The Criterion Collection
Sep 26, 2012 — Countercultural icons Paul Bartel and Mary Woronov makes square subversive in Bartel’s cult classic.
Essays
Mar 27, 2012 — Coward and Lean? It may not sound as natural as Launder and Gilliat or Powell and Pressburger, perhaps because we don’t instinctively think of Noël Coward as a filmmaker or of David Lean as part of a team. But they...
Essays
Sep 17, 2009 — Director René Clément had conveyed the darker aspects of human nature in 1952’s heartbreaking Forbidden Games, which became an international, award-winning hit despite the rawness and melancholy of its antiwar message. The bitter irony and willingness to grapple with the...
Jun 16, 2008 — Claude Sautet occupies a unique place in French cinema. Although he directed some of the biggest hits of the seventies and worked with some of the biggest stars, few critics considered him an “auteur” in his lifetime. Paradoxically, it was...
Essays
Oct 19, 1998 — Horror need not always be a long-fanged gentleman in evening clothes or a dismembered corpse or a doctor who keeps a brain in his gold fish bowl. It may be a warm sunny day, the innocence of girlhood and hints...
The Daily
Apr 15, 2025 — This year’s edition features Laura Wandel’s follow-up to Playground and the first feature from Sean Baker collaborator Shih-Ching Tsou.
The Daily
May 26, 2023 — This year saw the return of Michel Gondry, a strong showing from New York, and a bittersweet love story from Georgia.
Sep 19, 2022 — Deeply influenced by his French education but primarily interested in the representation of African realities on-screen, this long-overlooked visionary approached a variety of subjects with a style both investigative and declarative.
The Daily
May 5, 2022 — A coincidental set of screenings and openings almost seems to be responding to the impending reversal of Roe v. Wade.
Feb 15, 2022 — Playful irreverence gives way to tragedy and transcendence in Leo McCarey’s 1939 masterwork, one of the defining romances of the Hollywood studio era.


Task statement →
Your answer should hold all lines of the entries that include the word "rate".

Figure record extracts
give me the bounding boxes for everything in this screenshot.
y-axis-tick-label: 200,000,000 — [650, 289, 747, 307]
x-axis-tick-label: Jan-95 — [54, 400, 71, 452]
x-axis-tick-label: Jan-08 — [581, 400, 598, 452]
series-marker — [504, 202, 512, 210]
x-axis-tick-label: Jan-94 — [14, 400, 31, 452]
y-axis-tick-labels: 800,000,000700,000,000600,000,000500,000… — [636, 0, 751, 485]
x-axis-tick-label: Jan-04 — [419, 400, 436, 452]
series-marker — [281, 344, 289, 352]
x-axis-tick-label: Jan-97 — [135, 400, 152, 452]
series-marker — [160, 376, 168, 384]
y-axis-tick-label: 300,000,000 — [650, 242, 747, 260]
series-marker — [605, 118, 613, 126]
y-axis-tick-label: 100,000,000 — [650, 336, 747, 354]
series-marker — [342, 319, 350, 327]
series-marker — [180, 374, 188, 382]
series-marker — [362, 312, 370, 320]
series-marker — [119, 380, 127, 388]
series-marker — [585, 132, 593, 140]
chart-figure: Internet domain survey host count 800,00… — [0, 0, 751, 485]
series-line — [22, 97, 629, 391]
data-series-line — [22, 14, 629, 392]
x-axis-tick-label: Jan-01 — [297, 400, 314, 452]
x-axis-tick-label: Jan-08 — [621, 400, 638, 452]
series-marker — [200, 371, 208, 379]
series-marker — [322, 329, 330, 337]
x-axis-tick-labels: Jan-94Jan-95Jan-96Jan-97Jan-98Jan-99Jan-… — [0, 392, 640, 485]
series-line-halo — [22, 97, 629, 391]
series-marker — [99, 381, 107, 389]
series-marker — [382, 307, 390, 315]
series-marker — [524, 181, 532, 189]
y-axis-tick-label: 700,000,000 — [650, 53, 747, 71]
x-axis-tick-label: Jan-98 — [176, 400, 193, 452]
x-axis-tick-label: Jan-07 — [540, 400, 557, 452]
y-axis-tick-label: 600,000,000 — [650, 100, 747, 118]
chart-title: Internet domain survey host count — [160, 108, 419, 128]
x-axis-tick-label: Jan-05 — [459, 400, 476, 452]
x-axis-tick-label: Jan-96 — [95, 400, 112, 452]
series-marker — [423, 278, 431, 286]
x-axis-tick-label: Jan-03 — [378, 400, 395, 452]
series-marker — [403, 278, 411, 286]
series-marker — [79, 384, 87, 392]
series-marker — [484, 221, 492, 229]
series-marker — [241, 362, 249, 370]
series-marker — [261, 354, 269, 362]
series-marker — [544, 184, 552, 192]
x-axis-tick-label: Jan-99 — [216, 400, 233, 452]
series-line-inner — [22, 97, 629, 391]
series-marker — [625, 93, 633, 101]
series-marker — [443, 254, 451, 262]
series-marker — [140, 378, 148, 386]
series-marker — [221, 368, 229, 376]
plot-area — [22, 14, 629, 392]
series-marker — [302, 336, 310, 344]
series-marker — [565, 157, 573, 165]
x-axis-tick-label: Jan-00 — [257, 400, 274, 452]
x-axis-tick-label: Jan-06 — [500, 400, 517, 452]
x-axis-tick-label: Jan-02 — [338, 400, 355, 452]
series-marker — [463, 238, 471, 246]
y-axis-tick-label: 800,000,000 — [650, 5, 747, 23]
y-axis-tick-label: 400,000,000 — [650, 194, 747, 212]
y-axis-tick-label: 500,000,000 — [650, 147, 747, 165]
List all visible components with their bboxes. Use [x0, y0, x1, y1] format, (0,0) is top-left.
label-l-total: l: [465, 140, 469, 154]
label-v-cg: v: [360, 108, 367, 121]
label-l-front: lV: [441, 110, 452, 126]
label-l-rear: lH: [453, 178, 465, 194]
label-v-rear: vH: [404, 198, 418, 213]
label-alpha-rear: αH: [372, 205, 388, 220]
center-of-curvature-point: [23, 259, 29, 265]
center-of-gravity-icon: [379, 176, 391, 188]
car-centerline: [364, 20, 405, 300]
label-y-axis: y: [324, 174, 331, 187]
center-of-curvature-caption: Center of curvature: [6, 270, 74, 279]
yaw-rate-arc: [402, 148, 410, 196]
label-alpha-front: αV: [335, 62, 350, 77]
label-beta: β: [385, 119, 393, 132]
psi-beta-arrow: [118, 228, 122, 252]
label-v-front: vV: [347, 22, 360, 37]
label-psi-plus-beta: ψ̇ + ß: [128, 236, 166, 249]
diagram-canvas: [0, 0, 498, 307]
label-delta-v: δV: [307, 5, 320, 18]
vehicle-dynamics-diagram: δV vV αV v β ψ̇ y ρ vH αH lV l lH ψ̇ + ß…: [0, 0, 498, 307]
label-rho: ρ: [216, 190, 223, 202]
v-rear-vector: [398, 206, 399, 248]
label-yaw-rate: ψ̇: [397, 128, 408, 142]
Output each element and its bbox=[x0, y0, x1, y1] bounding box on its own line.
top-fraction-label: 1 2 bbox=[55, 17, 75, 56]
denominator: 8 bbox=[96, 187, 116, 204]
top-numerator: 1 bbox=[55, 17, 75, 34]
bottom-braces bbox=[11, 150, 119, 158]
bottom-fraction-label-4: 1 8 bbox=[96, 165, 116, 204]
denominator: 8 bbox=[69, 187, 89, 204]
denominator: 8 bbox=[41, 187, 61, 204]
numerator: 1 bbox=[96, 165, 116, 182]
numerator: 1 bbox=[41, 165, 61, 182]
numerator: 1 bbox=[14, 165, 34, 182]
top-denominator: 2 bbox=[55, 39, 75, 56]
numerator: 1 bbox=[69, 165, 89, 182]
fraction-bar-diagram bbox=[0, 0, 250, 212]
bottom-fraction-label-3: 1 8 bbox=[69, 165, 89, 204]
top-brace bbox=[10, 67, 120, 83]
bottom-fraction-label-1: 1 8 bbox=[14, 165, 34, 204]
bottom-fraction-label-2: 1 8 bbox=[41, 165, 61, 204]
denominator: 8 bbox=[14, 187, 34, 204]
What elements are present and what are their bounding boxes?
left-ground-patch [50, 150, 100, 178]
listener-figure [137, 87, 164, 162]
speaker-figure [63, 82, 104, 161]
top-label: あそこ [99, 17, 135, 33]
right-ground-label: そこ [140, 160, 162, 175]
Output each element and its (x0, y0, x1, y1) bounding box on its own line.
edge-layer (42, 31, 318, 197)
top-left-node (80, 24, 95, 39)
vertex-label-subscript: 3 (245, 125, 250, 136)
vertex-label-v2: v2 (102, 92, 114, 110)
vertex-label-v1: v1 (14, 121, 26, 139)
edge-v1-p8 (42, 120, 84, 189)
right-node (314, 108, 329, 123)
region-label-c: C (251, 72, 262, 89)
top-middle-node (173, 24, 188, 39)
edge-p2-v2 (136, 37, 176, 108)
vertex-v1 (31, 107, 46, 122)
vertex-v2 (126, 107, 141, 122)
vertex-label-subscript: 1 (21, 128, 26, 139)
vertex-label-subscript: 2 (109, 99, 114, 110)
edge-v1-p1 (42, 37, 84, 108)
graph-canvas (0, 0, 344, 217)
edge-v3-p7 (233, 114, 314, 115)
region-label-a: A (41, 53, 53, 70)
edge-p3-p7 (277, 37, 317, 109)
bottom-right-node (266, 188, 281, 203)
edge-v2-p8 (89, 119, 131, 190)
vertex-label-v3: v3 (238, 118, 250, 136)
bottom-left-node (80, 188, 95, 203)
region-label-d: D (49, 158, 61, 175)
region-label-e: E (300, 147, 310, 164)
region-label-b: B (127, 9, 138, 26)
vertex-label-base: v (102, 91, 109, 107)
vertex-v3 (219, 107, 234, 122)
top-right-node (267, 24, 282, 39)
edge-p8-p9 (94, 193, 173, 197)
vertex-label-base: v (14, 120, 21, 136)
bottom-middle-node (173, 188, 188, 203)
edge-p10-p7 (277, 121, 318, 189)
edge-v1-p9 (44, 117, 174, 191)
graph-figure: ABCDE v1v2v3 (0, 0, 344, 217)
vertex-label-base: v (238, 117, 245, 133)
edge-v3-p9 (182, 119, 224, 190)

Your solution →
yaw-rate-arc: [402, 148, 410, 196]
label-yaw-rate: ψ̇: [397, 128, 408, 142]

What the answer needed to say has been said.